Noah Baumbach’s ear for overlapping dialogue is already evident in his debut film, though Kicking and Screaming’s graduate pseudo-intellectual malaise is derivative of a host of films about stalled adolescence. Its loose approach is at times reminiscent of Richard Linklater’s early work like Slacker and Dazed and Confused, but there is less experimentation in the film-making. Dialogue is plainly the primary strength, Baumbach allowing his characters to work through their issues out loud whilst he also acknowledges their artifice, typically when one is abruptly undercut by another who sees through their façade. Though witty, these are not eruditely word perfect characters, nor is that necessary with familiarity (“You know what I mean. We all know what we mean.” referring to both the friendship group and the audience). Kicking and Screaming is fittingly aimless for graduates waiting for life to begin, only Eric Stoltz’s perennial student understanding that it already has. Baumbach’s exploration of these ideas may be covering well-trodden ground but it does so in a sufficiently engaging way.

6/10

QuickView: Marriage Story (2019)

Marriage Story poster

“Getting divorced with a kid is one of the hardest things to do. It’s like a death without a body.”

Bert Spitz

In The Meyerowitz Stories, I praised Noah Baumbach’s ear for conversational dialogue, which he deploys here to greater effect in a script that prizes raw emotion above the indie intellectualism of his recent output. This is a nuanced, even-handed exploration of the personal toll of fractious divorce, worsened by legal tactical considerations (I cannot think of a starker reminder of why I considered family law for only a moment), strongly reminiscent of Kramer v Kramer. Similarly, the film rests upon two powerhouse central performance, both Adam Driver and Scarlett Johansson delivering award-worthy turns. They allow us to sympathise with privileged characters whose circumstances are far from universal even if their personal problems are more familiar. Of note is an intense single-take argument at the centre of the film, in which we see two people who know exactly how to hurt one another even when they have no intention of doing so. It feels slightly more scripted than the sublimely natural extended argument in Before Midnight, but it highlights perfectly the tragedy and loss of control inherent in the expiry of any loving relationship.

9/10

QuickView: The Meyerowitz Stories (New and Selected) (2017)

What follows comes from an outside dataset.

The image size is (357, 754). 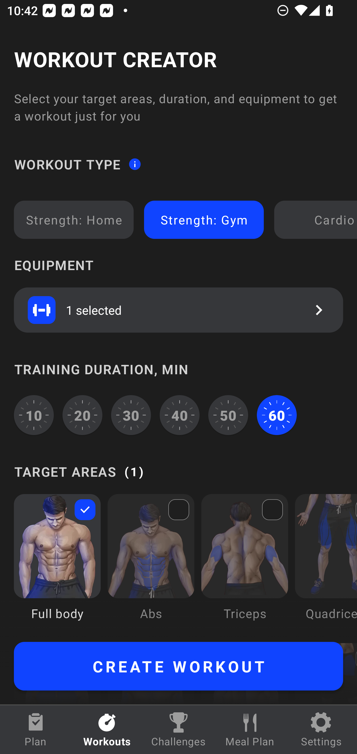 I want to click on 40, so click(x=180, y=415).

“It was like walking barefoot through broken glass to get a milkshake. I loved the milkshake, but, you know, my feet were bleeding.”

Danny

Writer/director Noah Baumbach has an exceptional ear for conversational dialogue, the way it actually occurs rather than witty repartee stylised for the screen. The fractious relationships of the Meyerowitz family are evident in the way they talk at cross-purposes — sometimes engaged in entirely different conversations — or respond to what they want to hear rather than what was actually said. As fascinating as this is, the characters lack real depth despite the high-profile cast, and the film drifts weightlessly through its disjointed scenes with little to say.

6/10

"A film is a petrified fountain of thought."